Start with the formula

Every California child support number comes out of one equation in Family Code section 4055:

CS = K x [HN - (H%)(TN)]

The pieces:

  • CS is the child support amount
  • K is the income allocation factor
  • HN is the higher earner’s net disposable income
  • H% is the higher earner’s timeshare, the share of time the kids are with them
  • TN is the two parents’ combined net disposable income

K is the part most people have never heard of, and it’s the part that does the heavy lifting.

Where K comes from

K is two numbers multiplied together:

K = K fraction x timeshare adjustment

The K fraction

The K fraction depends on the parents’ combined net (TN). It’s set by five income bands written into FC section 4055(b)(3), as amended by SB 343:

Combined net (TN)K fraction formula
$0 to $2,9000.165 + TN/82,857
$2,900 to $5,0000.131 + TN/42,149
$5,000 to $10,0000.250 (constant)
$10,000 to $15,0000.10 + 1,499/TN
Over $15,0000.12 + 1,200/TN

Most working families sit in that bottom row, above $15,000 combined, which puts the K fraction somewhere around 0.12 to 0.20.

The timeshare adjustment

The second number pushes K up when the higher earner spends less time with the kids:

  • H% of 50% or less: adjustment = 1 + H%
  • H% above 50%: adjustment = 2 - H%

So 50/50 custody (H% = 0.50) gives a 1.50 adjustment, while a 20/80 split (H% = 0.20) gives 1.20.

Working an example

Take two parents with $20,000 of combined net and equal custody:

  1. K fraction: 0.12 + 1,200/20,000 = 0.18
  2. Timeshare adjustment: 1 + 0.50 = 1.50
  3. K = 0.18 x 1.50 = 0.27

A K of 0.27 means 27% of the timeshare-adjusted income gap flows through as child support.

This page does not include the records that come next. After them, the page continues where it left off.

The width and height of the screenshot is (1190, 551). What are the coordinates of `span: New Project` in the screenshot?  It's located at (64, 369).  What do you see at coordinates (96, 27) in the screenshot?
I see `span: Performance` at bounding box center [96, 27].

Why bother understanding it

K is the reason your number is what it is. The bigger it gets, the more of the income gap turns into support, and it climbs in two situations: when combined income is low (the lower bands carry a higher K fraction) and when the higher earner has less custody time (a larger timeshare adjustment). Knowing that tells you which levers actually move your number and which don’t.

The calculator shows the K factor as it computes it, with your income band highlighted, so you can see exactly which row of the table applies to you. That link opens the worked example above.